I believe that other timelines actually exist somewhere "out there".
So while I can enjoy an implausible timeline for other reasons, it doesn't grab me nearly as much as a plausible timeline would.
And for the same reason, I like alternate histories that are fairly detailed, particularly where the author has taken the time to include cultural differences, since it makes that world feel more real.
If an AH story has an implausible timeline, there may be elements of it that I really enjoy, but I find it impossible to enjoy the story as a whole.
BTW I'm quite pedantic generally in this way. When I was watching the
Lord of the Rings films I got
so annoyed that there was not a single farm outside of Minas Tirith. How do it's citizens live if they don't have any food? G r r r r r r r r r . . . I was ranting about it afterwards to anyone who would listen. Minas Tirith looked great, the scenery was magnificent, would it have killed them to put some CGI fields in? I have similar questions about the Harry Potter universe: Wizards are depicted as being unfamiliar with Muggle money - so how do they buy their food? How does Hogwarts purchase and transport the food it needs to feed all its students?
Better get back to the topic before I start on Narnia . . .
After reading these ratings, you're not rating timelines, you're rating individual events. Some of which may be probable, some of which may be improbable, and some of which may produce the sounds of leathery wings flapping throughout the cosmos...
My intention was that timelines as a whole should be rated, not individual events, although I gave examples that were single events.
The
Draka series, for example, has a perfectly plausible POD as far as I know, followed by a number of events of various degrees of implausibilty that all tend in one direction - the Draka take over the world very quickly. This adds up to a totally implausible timeline.
Or to take another example, the events in Turtledove's "Confederacy" books (does this series have a name?) are all totally plausible (disregarding minor characters from OTL who should never have been born in the ATL) but they all trend in a single direction - making the history of the Freedom Party exactly mirror that of the Nazi party in OTL. For that reason I can't regard this as a plausible timeline.
An ATL is a series of events. Each of those events may be probable, improbable, ASB or somewhere in between. But the specific chain of events itself is improbable, since there were so many alternate paths it could have turned out. This is true of any TL which extends past a few brief events. It doesn't mean that we should abandon any notion of probability, but it also means that in a realistic ATL, there will be some improbable events happening.
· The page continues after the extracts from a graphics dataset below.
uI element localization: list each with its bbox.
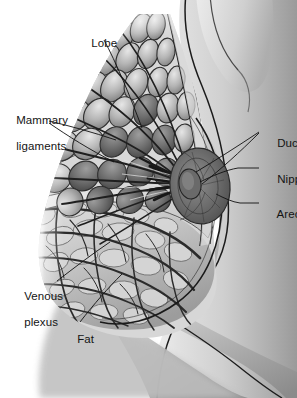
- breast-anatomy-figure: Lobe Mammary ligaments Venous plexus Fat…: [0, 0, 297, 398]
- label-areola: Areola: [264, 195, 297, 234]
- label-nipple: Nipple: [264, 160, 297, 199]
- label-mammary-ligaments: Mammary ligaments: [3, 101, 68, 166]
- label-fat: Fat: [64, 320, 94, 359]
- label-ducts: Ducts: [264, 124, 297, 163]
- label-lobe: Lobe: [78, 24, 117, 63]
- label-venous-plexus: Venous plexus: [11, 277, 63, 342]
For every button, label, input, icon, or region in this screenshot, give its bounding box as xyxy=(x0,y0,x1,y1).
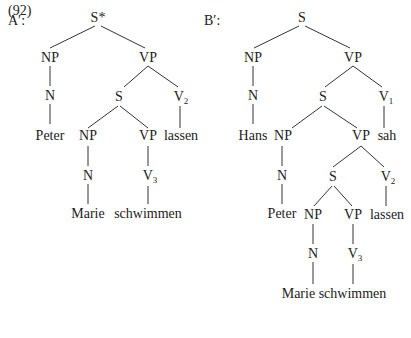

To have nothing improbable happening is itself improbable.
It's true that
any specific chain of events is improbable, but still some chains of events will be much more improbable than others.
If one were to roll a pair of dice ten times, the chance of rolling:
7 7 7 7 7 7 7 7 7 7
is fairly improbable (maybe not as improbable as you might think, there is a 16% chance or about 1 in 6 [edit: this is wrong, see Kaiser Wilhem III's post below]).
but the chances of rolling
5 8 2 10 9 6 2 8 7 4
(that is, that exact series of numbers, in that order) is vastly more improbable.
So while a "typical" timeline would have a few improbable events, a timeline with
no improbable events is far more probable than any
specific timeline containing improbable events.
So it depends on your point of view, whether you consider a timeline with no improbable events to be more plausible or less plausible. My POV is that it is more plausible.
As I said before, I believe that there really are other timelines "out there". Now, if you could get into a cross-time conveyor and visit a random timeline, what would you expect to see? This is a very interesting question to me - given a particular starting point (for example 1900 CE) what would one
expect timelines diverging from that starting point to be like? Thinking about this means thinking about how history works, which I find fascinating.
Most AH writers assume OTL is the norm from which everything else diverges, or on which everything else is patterned. But it is improbable that our timeline is normal - it is more probable that it includes a certain number of improbable events and is therefore abnormal in some ways. I believe there exists, for example, a "canonical" 20th Century - the most probable 20th Century given a starting point of OTLs 1900 CE - and that if you were to take a random trip in a cross-time conveyor you would be much more likely to end up in a timeline resembling the "canonical" 20th Century than one resembling our 20th Century.
I want to know what other timelines are really like! So I'm interested in plausibility. Of course one can never actually know what is probable and what is improbable, but thinking about it can be educational, I think.
Admiral Ritt, I think you have come up with an brilliant way of thinking about plausibility. Thank you.
My rating system was just intended as a way for people to rate books and stuff if they wanted to, for example, when reviewing them. Although, come to think about it any assessment of a timeline's plausibility that doesn't explain the reasoning behind it is pretty uninformative, so maybe it was a bad idea.